How to Cite AI-Generated Content (ChatGPT, Claude, etc.)
Guidelines for citing AI tools like ChatGPT and Claude in your academic papers. Covers APA, MLA, Chicago formatting rules with real citation examples.
Daniel Jyoji Nichiata
Founder & Lead Developer
Do you need to cite AI-generated content?
Yes. If you use AI tools like ChatGPT, Claude, Gemini, or Copilot to generate text, ideas, code, or data that appears in your academic paper, you need to cite it. The major citation style organisations — APA, MLA, and Chicago — have all published guidelines on how to reference AI-generated content. The principle is the same as citing any other source: your reader should be able to identify what came from an external source and what is your own original work.
Before citing AI content, check your institution's policy. Some universities prohibit AI use entirely for certain assignments, while others allow it with proper disclosure. Using AI without permission — even if you cite it — may still constitute an academic integrity violation at your institution. Always verify what is allowed before submitting.
How to cite ChatGPT in APA
APA treats AI-generated text as a non-recoverable source — similar to a personal communication, but with a reference list entry because the software is publicly available. The author is the company (OpenAI), the date is the year the output was generated, and the title describes the prompt or content. Include the AI model version and the URL of the tool.
OpenAI. (2024). ChatGPT (Mar 14 version) [Large language model]. https://chat.openai.com
When prompted to explain photosynthesis, the AI described it as "the process by which plants convert light energy into chemical energy" (OpenAI, 2024).
APA recommends including the full prompt you used in your paper text or in a supplemental appendix so the reader understands the context of the AI output. Since AI responses are not retrievable by others (the same prompt may produce different results), transparency about your prompt is essential.
How to cite ChatGPT in MLA
MLA treats AI-generated text similarly to a published work by a corporate author. The AI tool is listed as the author, the prompt serves as the title (in quotation marks), the company is the publisher, and the date is when the content was generated.
"Explain the process of photosynthesis in simple terms" prompt. ChatGPT, 14 Mar. version, OpenAI, 15 Mar. 2024, chat.openai.com.
The AI described photosynthesis as "the process by which plants convert light energy into chemical energy" ("Explain the process").MLA emphasises that AI-generated text should be clearly distinguished from your own writing. If you paraphrase AI output rather than quoting it directly, you still need the citation. Include the specific prompt you used so the reader can understand the context.
How to cite AI in Chicago style
Chicago suggests treating AI-generated content as a personal communication or equivalent source. In the Notes-Bibliography system, cite it in a footnote with the AI tool name, company, date, and a description of how it was used. In the Author-Date system, create a reference list entry similar to the APA format.
1. Text generated by ChatGPT, OpenAI, March 15, 2024, https://chat.openai.com.
OpenAI. 2024. ChatGPT (Mar 14 version). Large language model. https://chat.openai.com.
How to cite Claude, Gemini, and other AI tools
The same principles apply to all AI tools. Replace the company name and tool name as appropriate. Here are examples for other popular AI models:
Anthropic. (2024). Claude (3.5 Sonnet version) [Large language model]. https://claude.ai
Google. (2024). Gemini (1.5 Pro version) [Large language model]. https://gemini.google.com
GitHub. (2024). GitHub Copilot [AI code assistant]. https://github.com/features/copilot
Always specify the version or model you used, as AI capabilities change significantly between versions. Output from GPT-3.5 is different from GPT-4, and Claude 2 is different from Claude 3. Identifying the version makes your citation more precise and reproducible.
Best practices for using AI in academic work
- Check your institution's AI policy before using any AI tool for coursework
- Save your prompts and the AI's responses — you may need to provide them as an appendix
- Never use AI-generated references without verifying them against real databases — AI frequently fabricates citations that look real but do not exist
- Treat AI output as a starting point, not a final product — always fact-check, rewrite, and add your own analysis
- Disclose your AI use even when not required — transparency builds trust with your readers and instructors
- Use AI for brainstorming and outlining, but write your arguments and analysis in your own words
AI-Generated Citation Accuracy
Research on AI citation tools shows significant error rates. GPT-4 improved over GPT-3.5, but both produce fabricated or erroneous references requiring verification.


* **Work item**: What you print should match the entries exactly, only without the pictures.

Collected data entries:

---

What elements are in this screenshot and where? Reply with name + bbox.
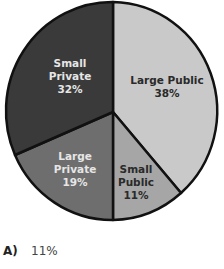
label-large-private-pct: 19% bbox=[54, 176, 97, 189]
label-large-public-line1: Large Public bbox=[130, 74, 203, 87]
answer-letter: A) bbox=[3, 244, 31, 258]
label-large-private-line1: Large bbox=[54, 150, 97, 163]
label-large-private: Large Private 19% bbox=[54, 150, 97, 189]
label-large-private-line2: Private bbox=[54, 163, 97, 176]
label-large-public-pct: 38% bbox=[130, 87, 203, 100]
label-small-public: Small Public 11% bbox=[118, 163, 154, 202]
label-small-private-line2: Private bbox=[49, 70, 92, 83]
pie-chart-svg bbox=[0, 0, 224, 224]
label-small-public-line1: Small bbox=[118, 163, 154, 176]
answer-choice-a[interactable]: A) 11% bbox=[3, 244, 58, 258]
label-small-public-line2: Public bbox=[118, 176, 154, 189]
label-small-public-pct: 11% bbox=[118, 189, 154, 202]
label-large-public: Large Public 38% bbox=[130, 74, 203, 100]
label-small-private-line1: Small bbox=[49, 57, 92, 70]
answer-value: 11% bbox=[31, 244, 58, 258]
pie-chart: Small Private 32% Large Public 38% Large… bbox=[0, 0, 224, 224]
label-small-private: Small Private 32% bbox=[49, 57, 92, 96]
label-small-private-pct: 32% bbox=[49, 83, 92, 96]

---

* **Answer**:
What elements are in this screenshot and where? Reply with name + bbox.
label-large-private-pct: 19% bbox=[54, 176, 97, 189]
label-large-public-line1: Large Public bbox=[130, 74, 203, 87]
answer-letter: A) bbox=[3, 244, 31, 258]
label-large-private-line1: Large bbox=[54, 150, 97, 163]
label-large-private: Large Private 19% bbox=[54, 150, 97, 189]
label-large-private-line2: Private bbox=[54, 163, 97, 176]
label-large-public-pct: 38% bbox=[130, 87, 203, 100]
label-small-public: Small Public 11% bbox=[118, 163, 154, 202]
label-small-private-line2: Private bbox=[49, 70, 92, 83]
pie-chart-svg bbox=[0, 0, 224, 224]
label-small-public-line1: Small bbox=[118, 163, 154, 176]
answer-choice-a[interactable]: A) 11% bbox=[3, 244, 58, 258]
label-small-public-line2: Public bbox=[118, 176, 154, 189]
label-small-public-pct: 11% bbox=[118, 189, 154, 202]
label-large-public: Large Public 38% bbox=[130, 74, 203, 100]
label-small-private-line1: Small bbox=[49, 57, 92, 70]
answer-value: 11% bbox=[31, 244, 58, 258]
pie-chart: Small Private 32% Large Public 38% Large… bbox=[0, 0, 224, 224]
label-small-private: Small Private 32% bbox=[49, 57, 92, 96]
label-small-private-pct: 32% bbox=[49, 83, 92, 96]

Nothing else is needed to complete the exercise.